Mrs Ure, unable to get next to her husband, stood by the solicitor’s shoulder, making him twitch with discomfort. The room grew hotter, stuffier. There was condensation on the window. They were at the rear of the house, with a view on to a sweeping expanse of lawn, ringed by trees and bushes. A bird table had been fixed into the ground near the window, tits and sparrows visiting from time to time, peering into the room, dismayed by the quality of service.
‘I could die of boredom,’ Archie Ure commented, sipping apple juice.
‘Sorry about that,’ Rebus said. ‘I’ll see what I can do to help.’ He was opening his second case, pulling out a fat manila folder. Ure seemed momentarily transfixed by its sheer weight, but Rebus pulled out a single sheet and laid it on top, creating a makeshift desk much like the lawyer’s.
‘I think we can start,’ Rebus said. Siobhan crouched on the floor and activated the recorder. Nodded to let him know both tapes were rolling. Rebus identified himself for the record, then asked the others present to do likewise.
‘Mr Ure,’ he said, ‘do you know a man called Barry Hutton?’
It was one question Ure had been expecting. ‘He’s a property developer,’ he said.
‘How well do you know him?’
Ure took another sip of juice. ‘I run the council’s planning department.
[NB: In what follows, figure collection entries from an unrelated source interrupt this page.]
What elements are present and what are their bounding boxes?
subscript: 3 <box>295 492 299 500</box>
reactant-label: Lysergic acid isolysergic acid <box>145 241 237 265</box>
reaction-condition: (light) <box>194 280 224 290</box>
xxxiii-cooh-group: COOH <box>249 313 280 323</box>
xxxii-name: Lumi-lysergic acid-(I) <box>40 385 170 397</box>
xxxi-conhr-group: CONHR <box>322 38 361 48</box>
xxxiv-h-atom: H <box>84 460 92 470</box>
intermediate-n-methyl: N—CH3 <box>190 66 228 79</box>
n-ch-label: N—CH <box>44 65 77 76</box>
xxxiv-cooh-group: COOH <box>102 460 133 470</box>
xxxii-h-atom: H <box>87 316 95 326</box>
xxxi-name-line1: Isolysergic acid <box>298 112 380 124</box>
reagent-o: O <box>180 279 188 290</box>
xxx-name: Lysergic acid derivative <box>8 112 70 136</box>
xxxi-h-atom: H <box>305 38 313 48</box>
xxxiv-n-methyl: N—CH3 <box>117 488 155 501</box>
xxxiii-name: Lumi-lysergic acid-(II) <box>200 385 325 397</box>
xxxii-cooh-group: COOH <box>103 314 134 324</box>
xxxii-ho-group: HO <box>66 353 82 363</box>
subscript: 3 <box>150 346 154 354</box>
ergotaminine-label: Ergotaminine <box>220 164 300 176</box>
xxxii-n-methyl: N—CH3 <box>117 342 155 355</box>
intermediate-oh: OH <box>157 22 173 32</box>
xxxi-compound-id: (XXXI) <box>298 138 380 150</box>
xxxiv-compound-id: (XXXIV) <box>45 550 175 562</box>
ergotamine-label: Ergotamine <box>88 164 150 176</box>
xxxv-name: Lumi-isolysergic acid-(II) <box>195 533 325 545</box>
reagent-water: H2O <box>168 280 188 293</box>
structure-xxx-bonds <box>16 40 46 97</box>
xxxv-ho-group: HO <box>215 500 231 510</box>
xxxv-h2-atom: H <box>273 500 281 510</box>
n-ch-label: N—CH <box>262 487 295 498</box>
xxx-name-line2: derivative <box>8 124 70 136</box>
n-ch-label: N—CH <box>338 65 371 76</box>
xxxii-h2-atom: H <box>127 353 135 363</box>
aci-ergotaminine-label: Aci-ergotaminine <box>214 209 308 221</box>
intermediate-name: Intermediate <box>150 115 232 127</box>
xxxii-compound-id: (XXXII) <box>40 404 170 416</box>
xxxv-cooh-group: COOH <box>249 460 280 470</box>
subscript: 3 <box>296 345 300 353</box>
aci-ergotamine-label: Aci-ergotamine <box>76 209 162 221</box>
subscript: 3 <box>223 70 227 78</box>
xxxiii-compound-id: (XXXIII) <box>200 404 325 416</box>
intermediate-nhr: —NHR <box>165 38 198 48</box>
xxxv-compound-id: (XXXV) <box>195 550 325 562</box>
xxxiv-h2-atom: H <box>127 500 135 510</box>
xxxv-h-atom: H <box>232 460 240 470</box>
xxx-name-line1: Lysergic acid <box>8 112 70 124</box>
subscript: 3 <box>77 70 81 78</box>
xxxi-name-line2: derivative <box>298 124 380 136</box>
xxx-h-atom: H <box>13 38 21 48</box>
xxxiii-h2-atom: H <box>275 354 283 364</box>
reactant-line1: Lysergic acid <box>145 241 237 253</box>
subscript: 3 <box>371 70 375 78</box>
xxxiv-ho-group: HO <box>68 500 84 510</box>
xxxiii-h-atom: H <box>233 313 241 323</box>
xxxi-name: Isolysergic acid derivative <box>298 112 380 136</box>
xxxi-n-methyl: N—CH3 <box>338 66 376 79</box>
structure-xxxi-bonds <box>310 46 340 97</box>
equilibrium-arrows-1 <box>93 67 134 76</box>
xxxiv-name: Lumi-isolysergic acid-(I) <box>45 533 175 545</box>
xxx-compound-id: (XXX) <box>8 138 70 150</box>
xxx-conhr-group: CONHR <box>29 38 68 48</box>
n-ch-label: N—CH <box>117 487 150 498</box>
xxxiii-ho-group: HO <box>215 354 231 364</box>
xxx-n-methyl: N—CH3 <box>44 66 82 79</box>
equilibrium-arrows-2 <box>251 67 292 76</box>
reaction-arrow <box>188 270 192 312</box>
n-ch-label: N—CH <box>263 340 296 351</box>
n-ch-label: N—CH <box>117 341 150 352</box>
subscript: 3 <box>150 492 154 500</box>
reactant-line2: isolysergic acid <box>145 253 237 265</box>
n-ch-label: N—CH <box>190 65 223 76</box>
Mr Hutton always has schemes coming before us.’
‘How long have you been head of planning?’
‘Eight years.’
‘And before that?’
‘How do you mean?’
‘I mean, what positions did you fill.’
‘I’ve been a councillor for the best part of twenty-five years; not many posts I haven’t filled at one time or another.’
‘But mostly planning?’
‘Why bother asking? You already know.’
‘Do I?’
Ure’s face twisted. ‘Quarter of a century, you make a few friends.’
‘And your friends tell you we’ve been asking questions?’
Ure nodded, went back to his drink.
‘Mr Ure nods,’ Rebus said, for the benefit of the tape. Ure looked up at him. There was a measure of loathing there, but something in the man was prepared to enjoy this game, because that’s what it was to him: a game. Nothing they could pin on him; no need to say anything incriminating.
‘You were on the planning board in the late seventies,’ Rebus went on.
‘’Seventy-eight to ’83,’ Ure agreed.